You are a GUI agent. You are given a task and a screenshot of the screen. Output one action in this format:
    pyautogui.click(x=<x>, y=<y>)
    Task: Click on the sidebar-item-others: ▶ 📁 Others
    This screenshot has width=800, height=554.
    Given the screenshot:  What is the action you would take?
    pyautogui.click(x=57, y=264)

-------------------------

- About this exercise -
Copy the entire listing exactly. Do not skip a line.

- Exercise output -
You are a GUI agent. You are given a task and a screenshot of the screen. Output one action in this format:
    pyautogui.click(x=<x>, y=<y>)
    Task: Click on the sidebar-item-others: ▶ 📁 Others
    This screenshot has width=800, height=554.
    Given the screenshot:  What is the action you would take?
    pyautogui.click(x=57, y=264)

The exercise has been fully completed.